I a thinking about a scenario that goes like this: a node is reading a
secondary index to reply to a select query. While in the middle of this,
two rows are mutated, one that has already been read and considered for
the select result, and one that is yet to be processed. Say both rows
where changed
I see that Cassandra updates secondary indices as soon as a value of the
indexed column is updated. This can happen, for example, during a select
query with a condition on a secondary index. Does Cassandra perform no
checking or locking? Will the result of this select, with old and new
values, be r
ycassa.githubcom/pycassa/tutorial.html#indexes may help
>>> >
>>> > (sorry on reflection the email prob did not need to be moved from
>>> dev,
>>> my
>>> > bad)
>>> > Aaron
>>> >
>>> > On 09 Feb, 2011,at 09:16 AM, Aaron Morton
>>> wrote:
>>> >
>>> > Moving to the user group.
>>> >
>>> >
>>> >
>>> > On 08 Feb, 2011,at 11:39 PM, alta...@ceid.upatras.gr wrote:
>>> >
>>> > Hello,
>>> >
>>> > I'd like some information about how secondary indices work under the
>>> hood.
>>> >
>>> > 1) Is data stored in some external data structure, or is it stored in
>>> an
>>> > actual Cassandra table, as columns within column families?
>>> > 2) Is data stored sorted or not? How is it partitioned?
>>> > 3) How can I access index data?
>>> >
>>> > Thanks in a advance,
>>> >
>>> > Alexander Altanis
>>> >
>>>
>>
>
>
.upatras.gr wrote:
>> >
>> > Hello,
>> >
>> > I'd like some information about how secondary indices work under the
>> hood.
>> >
>> > 1) Is data stored in some external data structure, or is it stored in
>> an
>> > actual Cassandra table, as columns within column families?
>> > 2) Is data stored sorted or not? How is it partitioned?
>> > 3) How can I access index data?
>> >
>> > Thanks in a advance,
>> >
>> > Alexander Altanis
>> >
>>
>
is it stored in an
> actual Cassandra table, as columns within column families?
> 2) Is data stored sorted or not? How is it partitioned?
> 3) How can I access index data?
>
> Thanks in a advance,
>
> Alexander Altanis
>
Thank you for the reply, although I didn't quite understand you. All I got
was that Index data is stored in some kind of external data structure.
Alexander
>
> On Feb 8, 2011, at 21:23, Aaron Morton wrote:
>
1) Is data stored in some external data structure, or is it stored in
an
a
Thank you, I hadn't realized I should use thrift.
Alexander Altanis
> Download the source version of the latest 0.7 from
> http://cassandra.apache.org/download/ and take a look at the
> contrib/word_count example. Specifically, in the
> contrib/word_count/src/WordCountSetup.jav
is a
better way. Any help?
Alexander Altanis
; the time, so when the traversing reaches that node again, it will know
>> the
>> whole keyspace was traversed. Or are tokens different semantically?
>>
>> I am using Cassandra 0.7.0 beta1, and the OrderPreservingPartitioner.
>>
>> Alexander Altanis
>>
>>
>>
>>
>>
>>
>
the end_token all
the time, so when the traversing reaches that node again, it will know the
whole keyspace was traversed. Or are tokens different semantically?
I am using Cassandra 0.7.0 beta1, and the OrderPreservingPartitioner.
Alexander Altanis
About the most popular item, you could probably store the k most popular
items in a ColumnFamily with appropriate columns, and every time someone
casts a vote, check whether they need updating/replacement.
Alexander
> I'm currently trying to wrap my head around Cassandra which is definitely
> not
ra is well suited for multi-DC environments.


WORK ORDER:
Which lines in the data below contain the word "medulla"? Return each of them.

Dataset entries:
------------------------------------------------
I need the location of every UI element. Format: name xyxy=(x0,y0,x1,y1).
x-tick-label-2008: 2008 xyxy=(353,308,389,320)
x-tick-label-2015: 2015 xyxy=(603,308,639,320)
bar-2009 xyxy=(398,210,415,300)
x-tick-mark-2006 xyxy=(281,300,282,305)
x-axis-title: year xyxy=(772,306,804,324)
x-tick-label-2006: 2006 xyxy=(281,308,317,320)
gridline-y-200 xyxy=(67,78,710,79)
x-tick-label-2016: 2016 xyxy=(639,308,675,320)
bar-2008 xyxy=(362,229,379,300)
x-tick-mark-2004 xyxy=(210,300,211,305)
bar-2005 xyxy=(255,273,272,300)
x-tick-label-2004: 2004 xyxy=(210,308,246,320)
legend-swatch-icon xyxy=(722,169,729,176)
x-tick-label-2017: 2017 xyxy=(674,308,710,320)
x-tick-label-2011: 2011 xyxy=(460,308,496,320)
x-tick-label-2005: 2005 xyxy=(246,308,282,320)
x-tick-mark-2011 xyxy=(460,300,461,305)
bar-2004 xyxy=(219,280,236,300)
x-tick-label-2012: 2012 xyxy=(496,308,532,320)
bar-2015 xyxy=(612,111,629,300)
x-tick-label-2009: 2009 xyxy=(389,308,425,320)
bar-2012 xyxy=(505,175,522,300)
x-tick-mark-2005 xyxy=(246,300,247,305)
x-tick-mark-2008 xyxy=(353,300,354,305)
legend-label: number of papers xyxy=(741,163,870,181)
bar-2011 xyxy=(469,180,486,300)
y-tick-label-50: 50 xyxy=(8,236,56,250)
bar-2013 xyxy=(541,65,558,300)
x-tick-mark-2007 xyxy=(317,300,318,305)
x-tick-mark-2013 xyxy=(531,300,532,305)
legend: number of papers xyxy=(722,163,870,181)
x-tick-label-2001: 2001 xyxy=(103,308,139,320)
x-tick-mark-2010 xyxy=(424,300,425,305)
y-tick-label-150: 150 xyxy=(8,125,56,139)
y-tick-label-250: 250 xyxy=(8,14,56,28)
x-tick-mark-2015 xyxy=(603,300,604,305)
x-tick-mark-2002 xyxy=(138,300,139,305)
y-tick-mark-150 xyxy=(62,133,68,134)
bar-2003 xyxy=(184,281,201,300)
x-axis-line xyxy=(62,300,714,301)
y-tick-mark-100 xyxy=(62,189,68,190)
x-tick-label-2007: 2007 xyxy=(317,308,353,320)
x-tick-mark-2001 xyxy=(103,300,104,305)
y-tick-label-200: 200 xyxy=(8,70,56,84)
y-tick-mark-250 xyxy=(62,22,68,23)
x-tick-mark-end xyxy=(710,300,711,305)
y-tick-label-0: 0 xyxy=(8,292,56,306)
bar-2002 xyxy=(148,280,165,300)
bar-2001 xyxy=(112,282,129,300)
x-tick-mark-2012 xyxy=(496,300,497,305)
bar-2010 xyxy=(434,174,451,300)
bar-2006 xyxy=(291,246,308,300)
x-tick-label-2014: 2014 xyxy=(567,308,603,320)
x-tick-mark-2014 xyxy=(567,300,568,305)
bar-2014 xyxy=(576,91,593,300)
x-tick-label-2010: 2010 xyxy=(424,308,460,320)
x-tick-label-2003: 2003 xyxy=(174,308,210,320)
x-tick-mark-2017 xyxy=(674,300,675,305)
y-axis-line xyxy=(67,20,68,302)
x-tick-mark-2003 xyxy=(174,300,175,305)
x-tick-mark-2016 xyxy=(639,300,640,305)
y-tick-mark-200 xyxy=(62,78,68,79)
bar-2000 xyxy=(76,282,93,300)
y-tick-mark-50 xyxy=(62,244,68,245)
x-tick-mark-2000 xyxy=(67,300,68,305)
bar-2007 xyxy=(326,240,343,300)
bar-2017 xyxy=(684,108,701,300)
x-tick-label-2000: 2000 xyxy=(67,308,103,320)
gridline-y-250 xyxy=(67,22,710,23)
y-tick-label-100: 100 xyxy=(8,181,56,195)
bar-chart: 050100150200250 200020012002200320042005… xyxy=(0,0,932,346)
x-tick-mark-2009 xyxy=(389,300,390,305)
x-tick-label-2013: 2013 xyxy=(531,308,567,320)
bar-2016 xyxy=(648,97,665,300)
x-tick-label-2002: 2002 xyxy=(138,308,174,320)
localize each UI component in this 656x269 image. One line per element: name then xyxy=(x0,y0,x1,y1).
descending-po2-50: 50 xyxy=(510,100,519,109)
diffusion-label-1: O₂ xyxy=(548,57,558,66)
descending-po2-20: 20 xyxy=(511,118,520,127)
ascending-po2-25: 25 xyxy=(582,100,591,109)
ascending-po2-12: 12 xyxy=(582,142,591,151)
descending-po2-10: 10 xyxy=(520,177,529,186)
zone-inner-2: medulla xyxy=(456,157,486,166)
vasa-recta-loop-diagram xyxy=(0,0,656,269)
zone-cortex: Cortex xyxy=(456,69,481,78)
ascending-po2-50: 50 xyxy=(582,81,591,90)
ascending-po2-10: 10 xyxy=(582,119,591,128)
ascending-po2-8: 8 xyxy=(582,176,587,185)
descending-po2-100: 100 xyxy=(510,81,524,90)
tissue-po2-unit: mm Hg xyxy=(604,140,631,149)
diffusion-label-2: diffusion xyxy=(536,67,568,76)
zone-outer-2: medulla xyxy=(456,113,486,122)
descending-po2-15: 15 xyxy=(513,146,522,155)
------------------------------------------------
RESULT BELOW:
zone-inner-2: medulla xyxy=(456,157,486,166)
zone-outer-2: medulla xyxy=(456,113,486,122)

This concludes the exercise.